Paywalled, outline.com doesn’t help


Odd. It wasn't paywalled for me.

Does this work? http://archive.is/Oj2qI


That site works fine as long as you don’t use Cloudflare for DNS. It’s technical and opinionated at the same time[1]; I don’t have a side or stake in it, but I found I couldn’t make archives on it or otherwise access this domain while I was using Cloudflare DNS, so this is still happening as of a month or so when I last tried it using the Cloudflare DNS iOS app[2]. Try it for yourself. Set your DNS to 1.1.1.1 and try to visit your link.

Again, I’m not disagreeing with the archive.is stance either. I do think their argument has merits; I just think this is a case of competing incentives for archive.is and Cloudflare. Archive.is likely has reason to not want their server or scraper IPs burned, or otherwise blocked by Cloudflare or associated sites or users, anymore than archive.is would want to be blocked by any domain; it’s counter to the purpose of the site, regardless of what site operators may want. By that same token, Cloudflare has a financial and business interest in doing what customers request of them, within their SLA and product matrix. I don’t find either party’s position surprising, but I don’t know where it goes from here, if anywhere.

DNS is an unwieldy holdover from a past era, but it’s what makes URLs work for many use cases.
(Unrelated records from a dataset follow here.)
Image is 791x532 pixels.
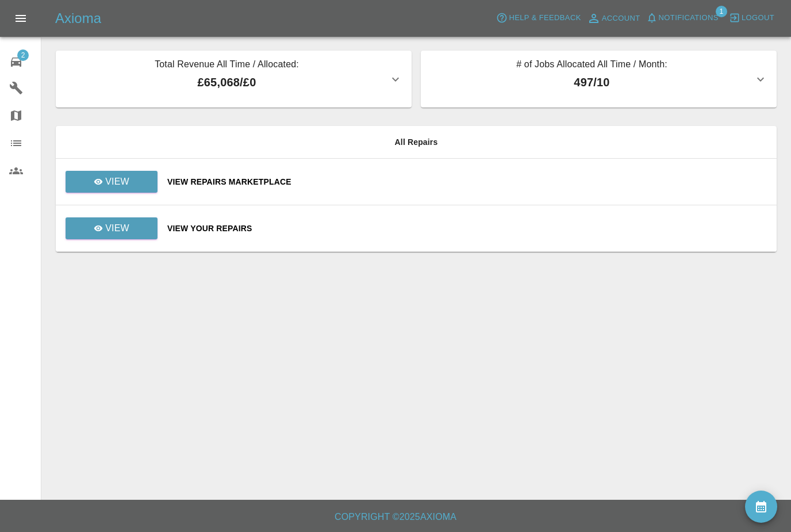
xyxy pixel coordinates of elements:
button: availability [745,491,777,523]
a: View [65,177,159,186]
button: Help & Feedback [493,9,584,27]
span: 2 [18,50,29,61]
span: Help & Feedback [509,11,581,24]
a: Account [584,9,643,27]
button: Open drawer [7,5,34,32]
p: View [105,175,130,189]
a: View [65,223,159,232]
span: Logout [741,11,774,24]
a: View [66,217,158,239]
button: Total Revenue All Time / Allocated:£65,068/£0 [56,50,412,107]
p: £65,068 / £0 [65,74,389,91]
span: Notifications [659,11,719,24]
span: 1 [716,6,728,18]
button: Notifications [643,9,722,27]
p: 497 / 10 [430,74,754,91]
a: View Repairs Marketplace [168,176,767,187]
span: Account [602,12,641,25]
th: All Repairs [56,126,777,159]
button: # of Jobs Allocated All Time / Month:497/10 [421,50,777,107]
h6: Copyright © 2025 Axioma [9,509,782,525]
p: Total Revenue All Time / Allocated: [65,57,389,74]
p: # of Jobs Allocated All Time / Month: [430,57,754,74]
a: View Your Repairs [168,223,767,234]
h5: Axioma [55,9,101,27]
a: View [66,171,158,193]
button: Logout [726,9,777,27]
p: View [105,222,130,236]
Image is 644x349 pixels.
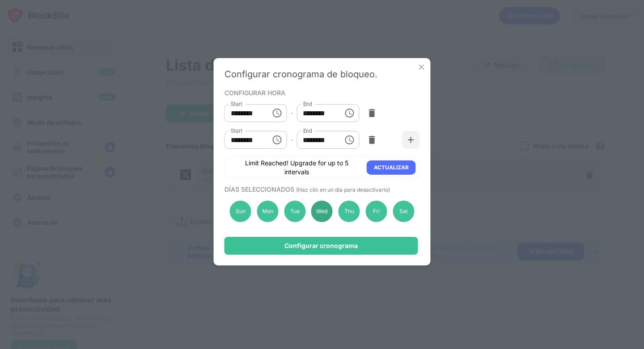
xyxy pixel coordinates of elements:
[341,131,358,149] button: Choose time, selected time is 10:00 PM
[268,104,286,122] button: Choose time, selected time is 1:00 AM
[225,69,420,79] div: Configurar cronograma de bloqueo.
[341,104,358,122] button: Choose time, selected time is 12:30 PM
[256,200,278,222] div: Mon
[290,108,293,118] div: -
[366,200,388,222] div: Fri
[225,186,418,193] div: DÍAS SELECCIONADOS
[232,159,361,177] div: Limit Reached! Upgrade for up to 5 intervals
[303,127,312,134] label: End
[231,100,242,108] label: Start
[231,127,242,134] label: Start
[290,135,293,145] div: -
[312,200,332,222] div: Wed
[338,200,360,222] div: Thu
[303,100,312,108] label: End
[296,186,390,193] span: (Haz clic en un día para desactivarlo)
[284,200,306,222] div: Tue
[393,200,414,222] div: Sat
[374,163,408,172] div: ACTUALIZAR
[417,63,426,71] img: x-button.svg
[285,242,358,249] div: Configurar cronograma
[225,89,418,96] div: CONFIGURAR HORA
[268,131,286,149] button: Choose time, selected time is 2:00 PM
[230,200,252,222] div: Sun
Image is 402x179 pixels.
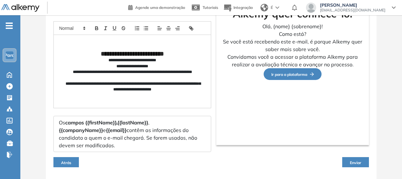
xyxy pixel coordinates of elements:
span: Atrás [61,161,71,165]
img: world [260,4,268,11]
span: Integração [233,5,253,10]
span: {{email}} [106,127,127,133]
span: Para [4,53,15,58]
button: Atrás [53,157,79,168]
button: Integração [223,1,253,15]
span: {{lastName}} [117,120,148,126]
span: Ir para a plataforma [271,72,314,77]
span: {{companyName}} [59,127,103,133]
button: Enviar [342,157,369,168]
p: Olá, {nome} {sobrenome}! [221,23,364,30]
span: [PERSON_NAME] [320,3,385,8]
span: campos {{firstName}}, [65,120,117,126]
p: Convidamos você a acessar a plataforma Alkemy para realizar a avaliação técnica e avançar no proc... [221,53,364,68]
span: Tutoriais [202,5,218,10]
span: [EMAIL_ADDRESS][DOMAIN_NAME] [320,8,385,13]
button: Ir para a plataformaFlecha [263,68,321,80]
p: Como está? [221,30,364,38]
div: Os , e contêm as informações do candidato a quem o e-mail chegará. Se forem usados, não devem ser... [53,116,211,152]
span: Agende uma demonstração [135,5,185,10]
a: Agende uma demonstração [128,3,185,11]
i: - [6,25,13,26]
p: Se você está recebendo este e-mail, é porque Alkemy quer saber mais sobre você. [221,38,364,53]
img: Flecha [307,72,314,76]
img: arrow [275,6,279,9]
span: É [270,5,273,10]
span: Enviar [350,161,361,165]
img: Logo [1,4,39,12]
Tested, functional software is a good thing, but so are alternatives. This isn’t meant to be about DNS generally, just about archiving services, I guess, and how hard it is to find the good ones we have, as well as create new ones.

Maybe things like Web3Torrent[3] can bridge this gap?

[1] on HN (2019) https://news.ycombinator.com/item?id=19828317

[2] https://apps.apple.com/us/app/1-1-1-1-faster-internet/id1423...

[3] https://blog.statechannels.org/introducing-web3torrent/



Not OP, but doesn’t work for me.


> While some employees debated the Slate Star Codex decision on Tuesday, one staffer also raised issues about opinion staff editor Bari Weiss, saying that when she posted on Twitter about her dismay over the anger about Cotton’s column, she “straight up lied about a nonexistent battle within the new york times because she knew it would be a juicier tweet.”

Wow so this staffer manufactured false outrage using social media to incite a staff mutiny and get a colleague fired? This matches what friends have seen with purposeful leaks in tech companies that seek to invite pressure from a captive twitter outrage machine. It seems these tactics are in common widespread use. Or maybe common at least in left-leaning cities/organizations - I am not personally aware of brazen actions to harness Internet outrage like this elsewhere.


I think you've misread; the referenced tweet is about dismay over the anger that got the colleague fired.